"We have a DART team that is standing by and ready to go into Burma to help try to assess needs there," deputy spokesperson Tom Casey told reporters.
"As of this moment the Burmese government has not given them permission, however, to go into the country, so that is a barrier to us being able to move forward."
At a Monday meeting with foreign diplomats and representatives of United Nations and international aid agencies, Myanmar's foreign ministry officials said they welcomed international humanitarian assistance and urgently need roofing materials, plastic sheets and temporary tents, medicine, water-purifying tablets, blankets, and mosquito nets.
Myanmar Red Cross volunteers already were distributing some basic items, Cochrane said.
The UN World Food Programme has already positioned 500 tons of food in Yangon and plans to bring in more relief supplies, said Elisabeth Byrs, spokesperson for the UN Office for the Coordination of Humanitarian Affairs.
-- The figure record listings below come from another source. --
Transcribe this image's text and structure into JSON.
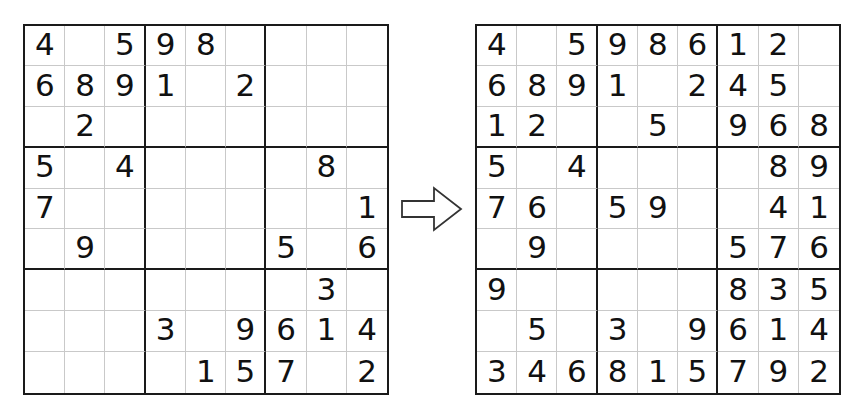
{
  "figure": {
    "arrow": {
      "name": "right-arrow",
      "direction": "right",
      "fill": "#ffffff",
      "stroke": "#333333"
    },
    "colors": {
      "page_background": "#ffffff",
      "grid_outer_border": "#1a1a1a",
      "grid_box_border": "#1a1a1a",
      "grid_cell_border": "#c9c9c9",
      "digit": "#111111"
    }
  },
  "grids": [
    {
      "name": "puzzle",
      "label": "Sudoku puzzle (givens)",
      "size": 9,
      "rows": [
        [
          "4",
          "",
          "5",
          "9",
          "8",
          "",
          "",
          "",
          ""
        ],
        [
          "6",
          "8",
          "9",
          "1",
          "",
          "2",
          "",
          "",
          ""
        ],
        [
          "",
          "2",
          "",
          "",
          "",
          "",
          "",
          "",
          ""
        ],
        [
          "5",
          "",
          "4",
          "",
          "",
          "",
          "",
          "8",
          ""
        ],
        [
          "7",
          "",
          "",
          "",
          "",
          "",
          "",
          "",
          "1"
        ],
        [
          "",
          "9",
          "",
          "",
          "",
          "",
          "5",
          "",
          "6"
        ],
        [
          "",
          "",
          "",
          "",
          "",
          "",
          "",
          "3",
          ""
        ],
        [
          "",
          "",
          "",
          "3",
          "",
          "9",
          "6",
          "1",
          "4"
        ],
        [
          "",
          "",
          "",
          "",
          "1",
          "5",
          "7",
          "",
          "2"
        ]
      ]
    },
    {
      "name": "solution",
      "label": "Sudoku partial solution",
      "size": 9,
      "rows": [
        [
          "4",
          "",
          "5",
          "9",
          "8",
          "6",
          "1",
          "2",
          ""
        ],
        [
          "6",
          "8",
          "9",
          "1",
          "",
          "2",
          "4",
          "5",
          ""
        ],
        [
          "1",
          "2",
          "",
          "",
          "5",
          "",
          "9",
          "6",
          "8"
        ],
        [
          "5",
          "",
          "4",
          "",
          "",
          "",
          "",
          "8",
          "9"
        ],
        [
          "7",
          "6",
          "",
          "5",
          "9",
          "",
          "",
          "4",
          "1"
        ],
        [
          "",
          "9",
          "",
          "",
          "",
          "",
          "5",
          "7",
          "6"
        ],
        [
          "9",
          "",
          "",
          "",
          "",
          "",
          "8",
          "3",
          "5"
        ],
        [
          "",
          "5",
          "",
          "3",
          "",
          "9",
          "6",
          "1",
          "4"
        ],
        [
          "3",
          "4",
          "6",
          "8",
          "1",
          "5",
          "7",
          "9",
          "2"
        ]
      ]
    }
  ]
}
UN agencies were working with the Red Cross and other organizations to see how the UN can help those affected by the cyclone. UNICEF spokeswoman Véronique Taveau said the UN children's agency alone has five teams assessing the situation in the country.
Struggling for the Basics
The cyclone blew roofs off hospitals and schools and cut electricity in Myanmar's largest city, Yangon. Older citizens said they had never seen the city of some 6.5 million so devastated in their lifetimes.
With the city's already unstable electricity supply virtually nonfunctional, citizens lined up to buy candles—which have doubled in price—and water (lack of electricity-driven pumps has left most households dry). Some residents walked to the city's lakes to wash.
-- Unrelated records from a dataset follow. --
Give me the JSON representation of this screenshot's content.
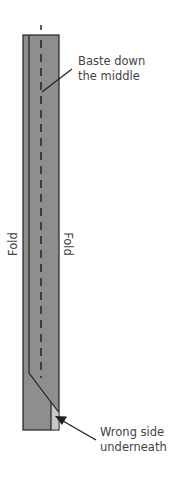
{
  "diagram": {
    "type": "sewing-instruction",
    "labels": {
      "baste_line1": "Baste down",
      "baste_line2": "the middle",
      "fold_left": "Fold",
      "fold_right": "Fold",
      "wrong_line1": "Wrong side",
      "wrong_line2": "underneath"
    },
    "colors": {
      "fabric_right_side": "#8e8e8e",
      "fabric_wrong_side": "#c8c8c8",
      "outline": "#222222",
      "text": "#444444"
    }
  }
}
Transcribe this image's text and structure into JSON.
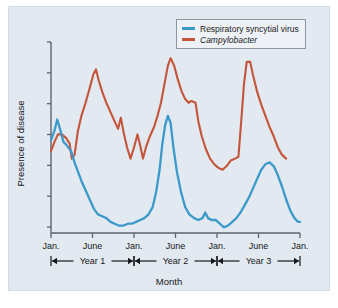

Hotels and richer families were using private generators but only sparingly, given the soaring price of fuel.
Many residents stayed away from their jobs, either because the workers could not find transportation or because they had to seek food and shelter for their families.
"Without my daily earning, just survival has become a big problem for us," said Tin Hla, who normally repairs umbrellas at a roadside stand.
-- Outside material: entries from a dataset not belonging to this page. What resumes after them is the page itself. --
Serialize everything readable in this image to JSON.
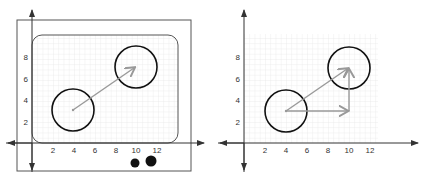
{
  "diagram": {
    "panels": [
      {
        "id": "left",
        "description": "Grid inside rounded rectangle inside frame, vector from circle at (4,3) to circle at (10,7)",
        "x_ticks": [
          "2",
          "4",
          "6",
          "8",
          "10",
          "12"
        ],
        "y_ticks": [
          "2",
          "4",
          "6",
          "8"
        ],
        "circles": [
          {
            "cx": 4,
            "cy": 3,
            "r": 2
          },
          {
            "cx": 10,
            "cy": 7,
            "r": 2
          }
        ],
        "arrows": [
          {
            "from": [
              4,
              3
            ],
            "to": [
              10,
              7
            ]
          }
        ],
        "dots": [
          {
            "x": 10.8,
            "y": -3.0,
            "r": 0.4
          },
          {
            "x": 12.3,
            "y": -2.8,
            "r": 0.55
          }
        ]
      },
      {
        "id": "right",
        "description": "Grid with diagonal vector and horizontal+vertical component vectors",
        "x_ticks": [
          "2",
          "4",
          "6",
          "8",
          "10",
          "12"
        ],
        "y_ticks": [
          "2",
          "4",
          "6",
          "8"
        ],
        "circles": [
          {
            "cx": 4,
            "cy": 3,
            "r": 2
          },
          {
            "cx": 10,
            "cy": 7,
            "r": 2
          }
        ],
        "arrows": [
          {
            "from": [
              4,
              3
            ],
            "to": [
              10,
              7
            ]
          },
          {
            "from": [
              4,
              3
            ],
            "to": [
              10,
              3
            ]
          },
          {
            "from": [
              10,
              3
            ],
            "to": [
              10,
              7
            ]
          }
        ]
      }
    ],
    "colors": {
      "axis": "#333333",
      "grid": "#dcdcdc",
      "circle": "#111111",
      "arrow": "#999999",
      "frame": "#555555"
    }
  }
}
With his home destroyed by the storm, Tin Hla said, he has had to place his family of five into one of the monasteries that have offered temporary shelter to those left homeless.
(Related video: "Monks 'Vanish' at Myanmar Monasteries" [October 11, 2007].)
His entire morning was taken up with looking for water and some food to buy, ending up with three eggs that cost double the normal price.
Referendum to Proceed, Despite Destruction
Despite the havoc wreaked by the cyclone across wide swaths of the country, the government indicated that a referendum on the country's draft constitution would proceed as planned on May 10.
"It's only a few days left before the coming referendum, and people are eager to cast their vote," the state-owned newspaper Myanma Ahlin said Monday.
At the meeting with diplomats, Relief Minister Maj. Gen. Maung Maung Swe is said to have stated that the vote could be postponed by "a few days" in the worst-affected areas. However, Myanmar's foreign minister interrupted to say the matter would be decided by the official referendum commission.
Pro-democracy groups in the country and many international critics have branded the proposed constitution as merely a tool for the military's continued grip on power.
Should the junta be seen as failing disaster victims, voters who already blame the regime for ruining the economy and crushing democracy could take out their frustrations at the ballot box.
Associated Press writers Alexander G. Higgins and Eliane Engeler in Geneva contributed to this report.